Posted: Sun Nov 28, 2004 12:29 pm
by MD-2389
Samuel Dravis wrote:Mobius wrote:If you froze the air, and ejected it in a very thin "plate" then the water vapour would actually turn to tiny ice crystals very temporarily - long enough to reflect laser light.
That's my guess anyway.
That wouldn't work with very little humidity, would it?
It'd probably work better if they used something superchilled like liquid NO2 with a humidifier.
Posted: Sun Nov 28, 2004 1:24 pm
by woodchip
Not freezing the air but cooling it enough that a thermocline is formed a set distance above the unit. So just as a thermocline in water can deflect sound and sonar, perhaps the device creates a denser layer of air to reflect the light displayed upon it.

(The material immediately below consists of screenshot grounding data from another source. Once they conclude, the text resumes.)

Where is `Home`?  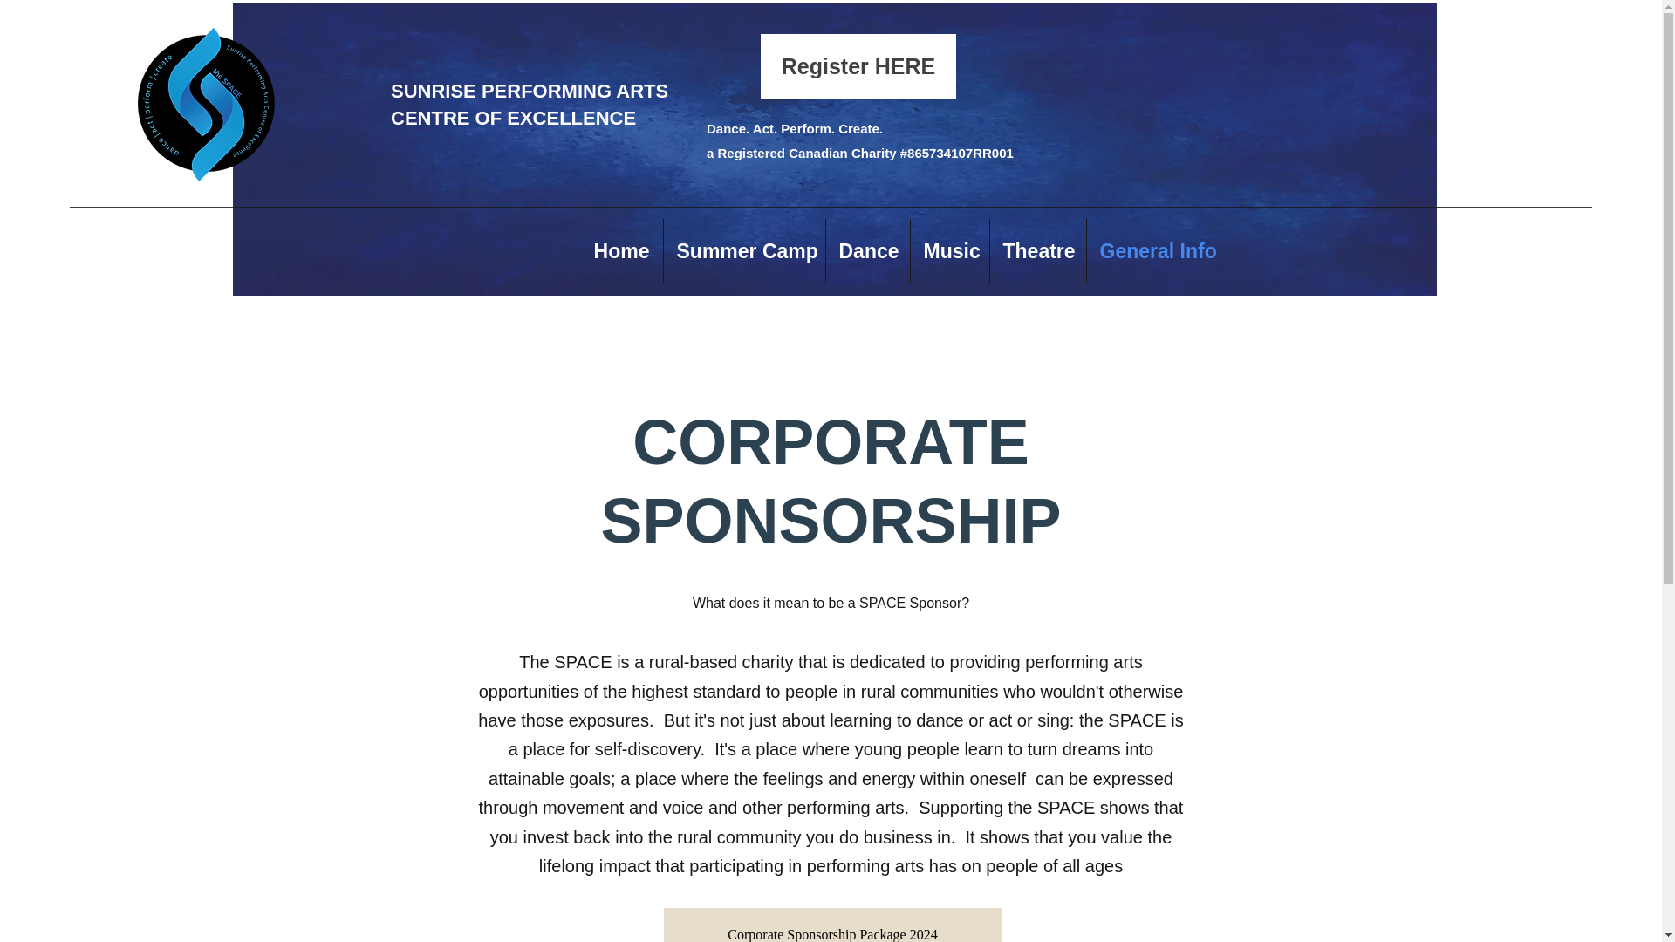
Home is located at coordinates (622, 251).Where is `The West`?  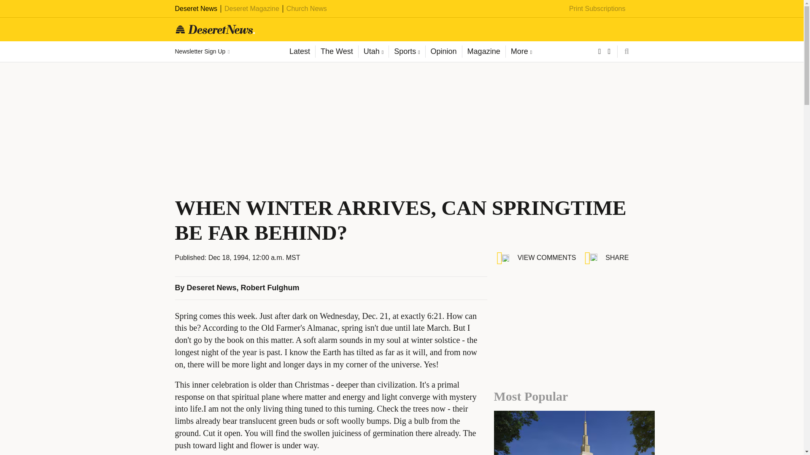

Posted: Sun Nov 28, 2004 9:30 pm
by Mobius
Even in very low humidity, there is still a LOT of water in the air. You'd "insulate" your super-chilled air with an "air-curtain" of semi-cooled air on both sides.
Posted: Mon Nov 29, 2004 12:32 am
by roid
the device does not change the ambient room temperate anymore than running electronics does (slight heating). so if it were supercooling the air, it'd also need to be heating the air at the same time to preserve the ambient room temperature.

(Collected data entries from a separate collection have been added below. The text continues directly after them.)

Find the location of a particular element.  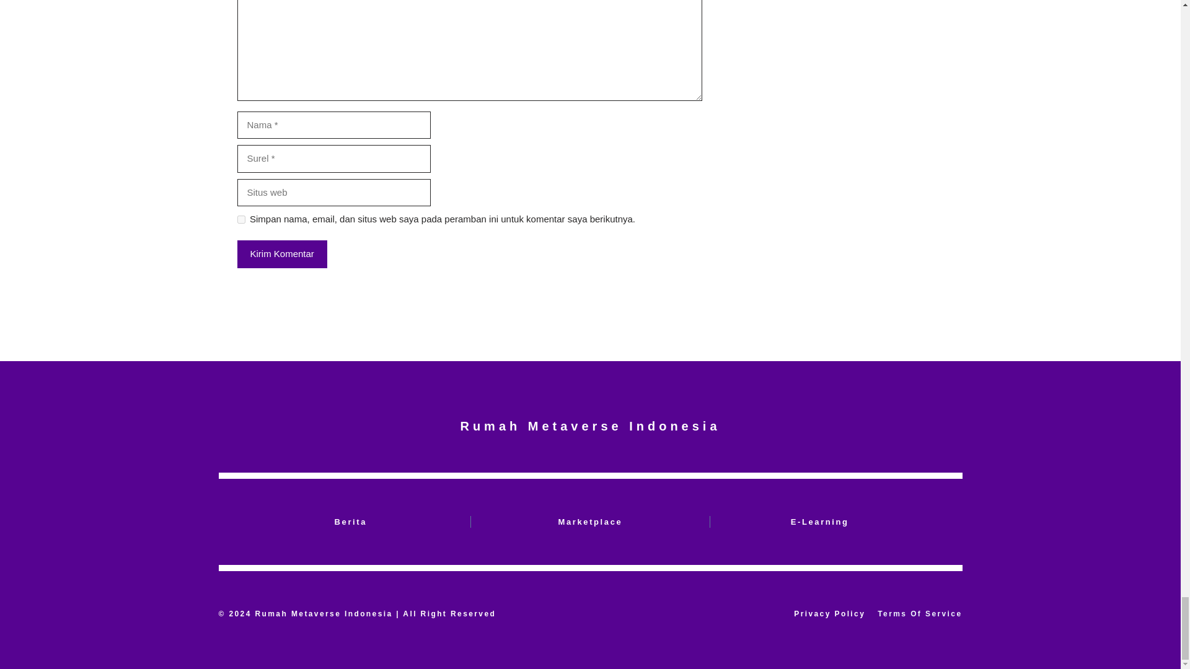

Kirim Komentar is located at coordinates (281, 254).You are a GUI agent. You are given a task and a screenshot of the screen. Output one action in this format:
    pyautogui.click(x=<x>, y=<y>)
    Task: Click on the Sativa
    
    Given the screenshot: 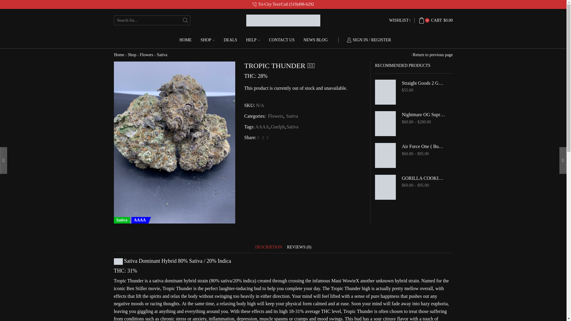 What is the action you would take?
    pyautogui.click(x=162, y=55)
    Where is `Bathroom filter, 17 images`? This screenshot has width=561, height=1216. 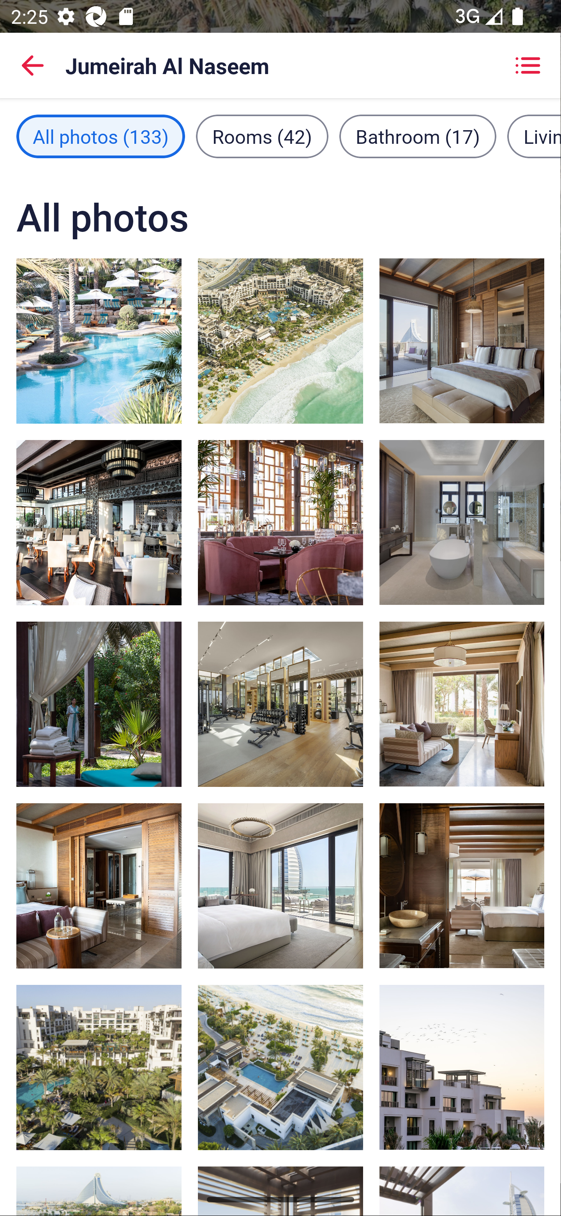
Bathroom filter, 17 images is located at coordinates (418, 136).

it doesn't humidify the air, unless it also DE-humidifys it to the same extent.
it doesn't use liquid nitrogen, since it doesn't require anything becides electricity to run.

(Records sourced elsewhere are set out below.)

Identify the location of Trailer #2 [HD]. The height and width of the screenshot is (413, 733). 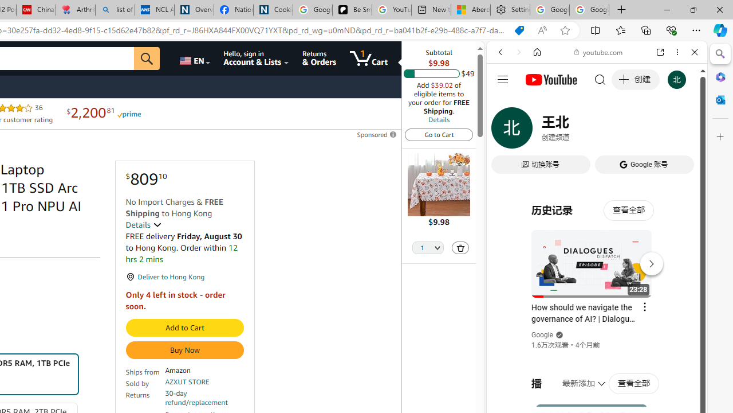
(597, 339).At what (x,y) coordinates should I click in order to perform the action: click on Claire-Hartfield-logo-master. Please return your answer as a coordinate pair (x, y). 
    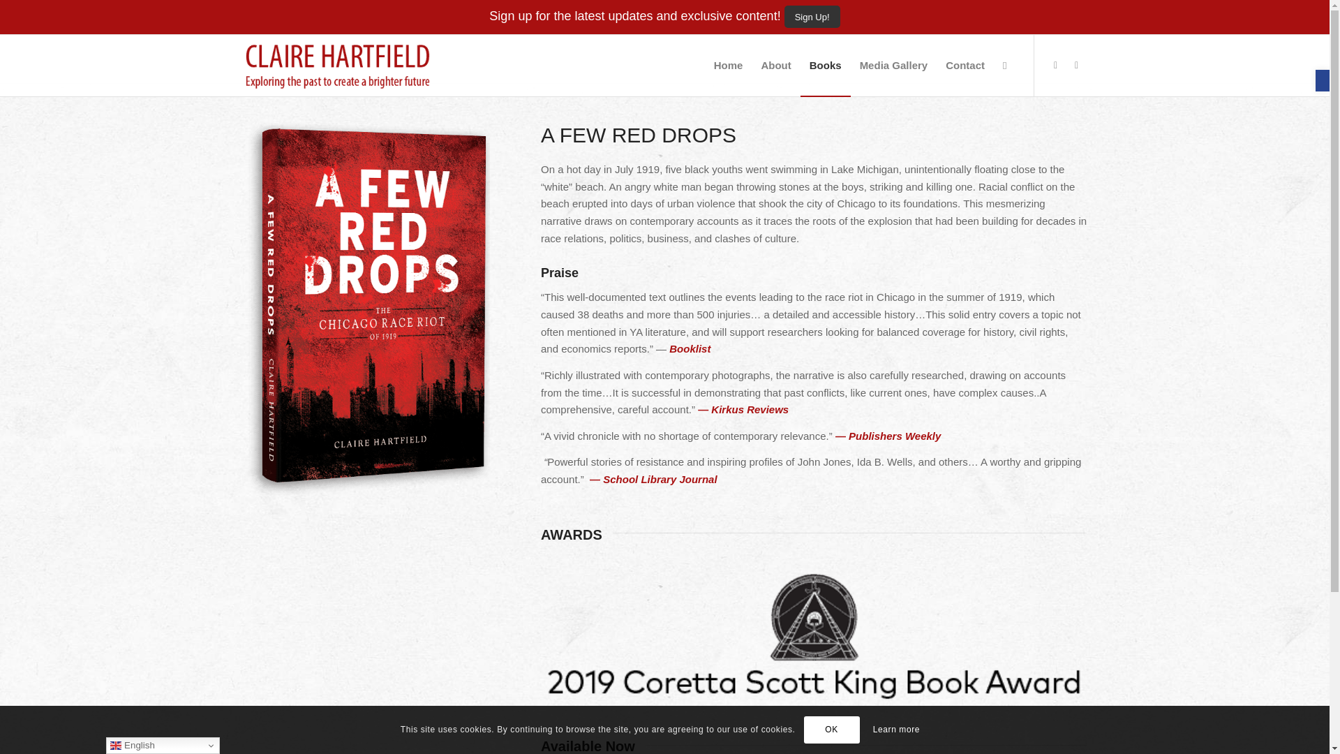
    Looking at the image, I should click on (338, 66).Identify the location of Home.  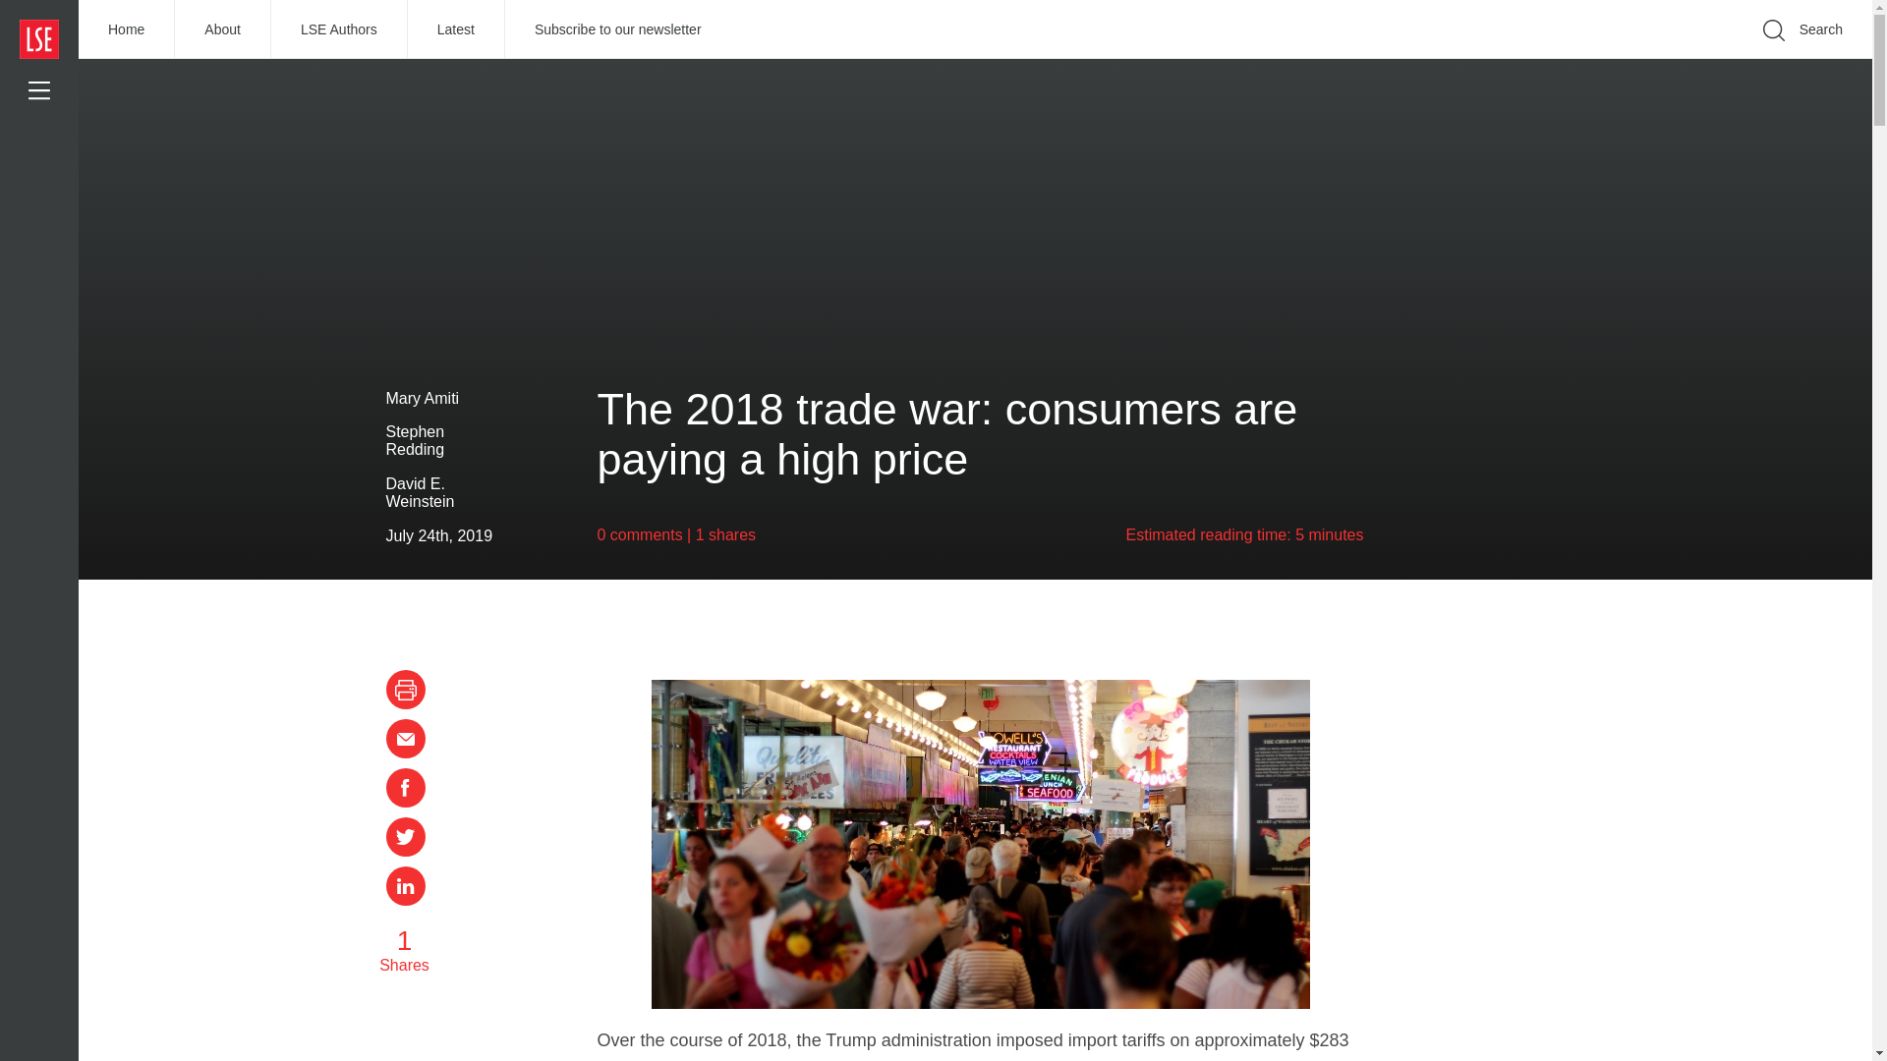
(127, 29).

my current theory is that: it is not using lasers for anything other than tracking movement, since the laser is only a IR laser. ie: the lasers are not used for the display, they just use a normal projector. and they are perhaps using cooled and heated air, mixed to create a fog with the ambient humidity of the room (the device's humidity working range is stated as 35%-95%. this is quite high).
Posted: Mon Nov 29, 2004 2:19 am
by Canuck
Just seeing video 1 and judging from the fan noise (hey Helio display), the image is created from a vortex or swirling of air. Ingenious.
The image is being created from the vortex or disruption of air, even heat would cause an image to form but the tracking required would be much greater, the display technology is synched to the fan.
My TV would use Lasers and sharks.
Nuck out.
Posted: Mon Nov 29, 2004 7:34 am
by WarAdvocat
roid wrote:the device does not change the ambient room temperate anymore than running electronics does (slight heating). so if it were supercooling the air, it'd also need to be heating the air at the same time to preserve the ambient room temperature.
Yes, that accurately describes how an air-conditioning unit works. One end is cold, one is hot. If both ends are in the same room you have a net heat gain. All hail thermodynamics!
I'm voting for some sort of artificial vertical "thermocline", given that no fogging is visible above the unit.
Posted: Mon Nov 29, 2004 11:19 am
by roid
oh yeah, oops.
i'm intruiged with this thermocline theory though, i had to look the word up. most info is talking about water though. can anyone here give a schooling?
Posted: Mon Nov 29, 2004 9:37 pm
by Capm
You guys ever seen the effect of heated air rising off pavement - its probably the same principle just refined and controlled.
Posted: Thu Dec 02, 2004 8:10 am
by roid
but would that not rise the ambient air temperature?
Posted: Thu Dec 02, 2004 8:20 am
by WarAdvocat
I'm not sure if 'thermocline' is the correct term for what I was saying, but essentially what I meant was the creation of a vertical refractive region in the air, possibly by means of an artificially maintained temperature differential.
A similar atmospheric effect might be an inversion layer (LA Smog anyone?)